Page:Joseph Story, Commentaries on the Constitution of the United States (1st ed, 1833, vol III).djvu/29

From Wikisource
Jump to navigation Jump to search
This page has been proofread, but needs to be validated.
CH. XVII.]
POWERS OF CONGRESS—WEIGHTS, &c.
21

difficulties attendant upon the subject, although it has been repeatedly brought to the attention of congress in most elaborate reports.[1] Until congress shall fix a standard, the understanding seems to be, that the states possess the power to fix their own weights and measures;[2] or, at least, the existing standards at the adoption of the constitution remain in full force. Under the confederation, congress possessed the like exclusive power.[3] In England, the power to regulate weights and measures is said by Mr. Justice Blackstone to belong to the royal prerogative.[4] But it has been remarked by a learned commentator on his work, that the power cannot, with propriety, be referred to the king's prerogative; for, from Magna Charta to the present time, there are above twenty acts of parliament to fix and establish the standard and uniformity of weights and measures.[5]

§ 1118. The next power of congress is, "to provide for the punishment of counterfeiting the securities and "current coin of the United States." This power would naturally flow, as an incident, from the antecedent powers to borrow money, and regulate the coinage; and, indeed, without it those powers would be without any adequate sanction. This power would seem to be exclusive of that of the states, since it grows out of the constitution, as an appropriate means to carry into effect other delegated powders, not antecedently existing in the states.[6]


  1. Among these, none are more elaborate and exact, than that of Mr. Jefferson and Mr. J. Q. Adams, while they were respectively at the head of the department of state.
  2. Rawle on the Constitution, ch. 9, p. 102.
  3. Art. 9.
  4. 1 Black. Comm. 276.
  5. 1 Black. Comm. 276; Christian's note, (16.)
  6. See Rawle on Constitution, ch. 9, p. 103; The Federalist, No. 42.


- _How to complete this task_
Identify every line in the records below that contains the word "item", and reproduce each one.
════════════════════
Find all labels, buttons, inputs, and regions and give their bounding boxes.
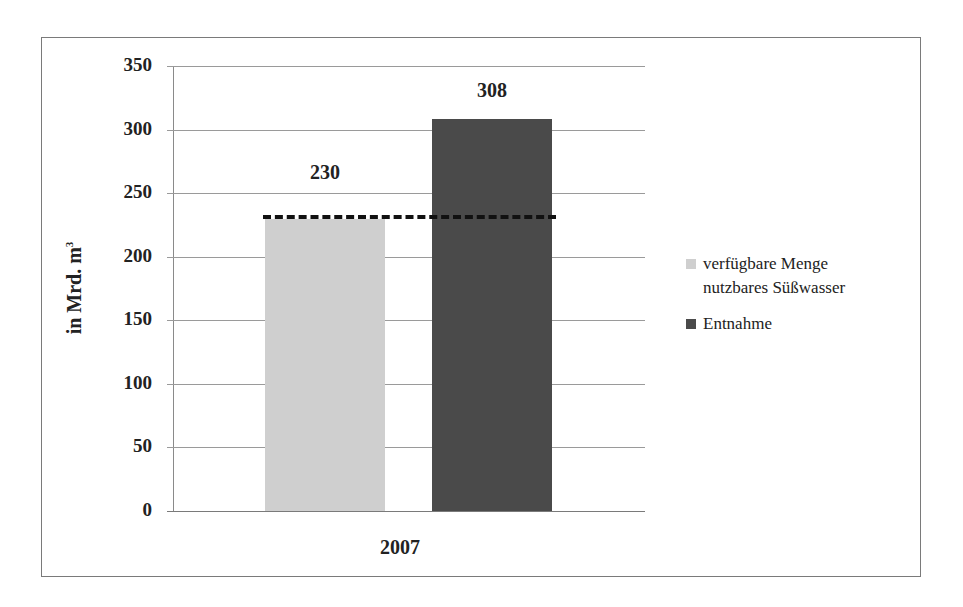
y-tick-label: 300 — [92, 119, 152, 139]
legend-swatch-light-icon — [686, 259, 696, 269]
legend-label-line2: nutzbares Süßwasser — [703, 276, 906, 300]
bar-withdrawal — [432, 119, 552, 511]
y-tick-label: 350 — [92, 55, 152, 75]
gridline — [167, 384, 645, 385]
legend-label-line1: verfügbare Menge — [703, 252, 906, 276]
reference-dashed-line — [263, 215, 556, 219]
x-category-label: 2007 — [350, 536, 450, 559]
y-tick-label: 150 — [92, 309, 152, 329]
y-tick-label: 200 — [92, 246, 152, 266]
y-axis-title: in Mrd. m3 — [63, 242, 86, 335]
y-tick-label: 0 — [92, 500, 152, 520]
gridline — [167, 130, 645, 131]
legend-label: Entnahme — [703, 312, 906, 336]
gridline — [167, 257, 645, 258]
legend: verfügbare Menge nutzbares Süßwasser Ent… — [686, 252, 906, 348]
bar-value-label: 308 — [432, 79, 552, 101]
x-axis-line — [167, 511, 645, 512]
legend-item-available-freshwater: verfügbare Menge nutzbares Süßwasser — [686, 252, 906, 300]
gridline — [167, 193, 645, 194]
legend-swatch-dark-icon — [686, 319, 696, 329]
gridline — [167, 447, 645, 448]
bar-value-label: 230 — [265, 161, 385, 183]
legend-item-withdrawal: Entnahme — [686, 312, 906, 336]
bar-available-freshwater — [265, 219, 385, 511]
y-tick-label: 250 — [92, 182, 152, 202]
y-tick-label: 50 — [92, 436, 152, 456]
gridline — [167, 320, 645, 321]
y-tick-label: 100 — [92, 373, 152, 393]
gridline — [167, 66, 645, 67]
y-axis-line — [173, 66, 174, 512]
════════════════════
- _Solution to this exercise_
legend-item-available-freshwater: verfügbare Menge nutzbares Süßwasser — [686, 252, 906, 300]
legend-item-withdrawal: Entnahme — [686, 312, 906, 336]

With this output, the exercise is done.